What is a service animal under the ADA, and what tasks can it perform?

Study for the ADA and Direct Access Test. Engage with flashcards, multiple-choice questions, and detailed explanations. Get ready to excel on your exam!

Multiple Choice

What is a service animal under the ADA, and what tasks can it perform?

Explanation:
Under the ADA, a service animal is a dog that has been individually trained to perform tasks that mitigate the effects of a disability for a specific person. The work must be directly related to the person’s disability and can include tasks like guiding a blind person, alerting a person who is deaf, pulling a wheelchair, or recognizing and responding to a medical event such as a seizure. Because these tasks enable the person to function more independently, service animals are allowed in public spaces. Other options don’t fit because the ADA primarily covers dogs as service animals; a cat trained to open doors isn’t considered a service animal under the ADA, and a dog trained merely to fetch items isn’t automatically a service animal unless the fetch tasks address a disability. Comfort or emotional-support animals aren’t granted the same public-access rights as service animals.
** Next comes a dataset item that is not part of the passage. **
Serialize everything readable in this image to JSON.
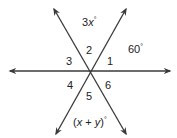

Under the ADA, a service animal is a dog that has been individually trained to perform tasks that mitigate the effects of a disability for a specific person. The work must be directly related to the person’s disability and can include tasks like guiding a blind person, alerting a person who is deaf, pulling a wheelchair, or recognizing and responding to a medical event such as a seizure. Because these tasks enable the person to function more independently, service animals are allowed in public spaces.

Other options don’t fit because the ADA primarily covers dogs as service animals; a cat trained to open doors isn’t considered a service animal under the ADA, and a dog trained merely to fetch items isn’t automatically a service animal unless the fetch tasks address a disability. Comfort or emotional-support animals aren’t granted the same public-access rights as service animals.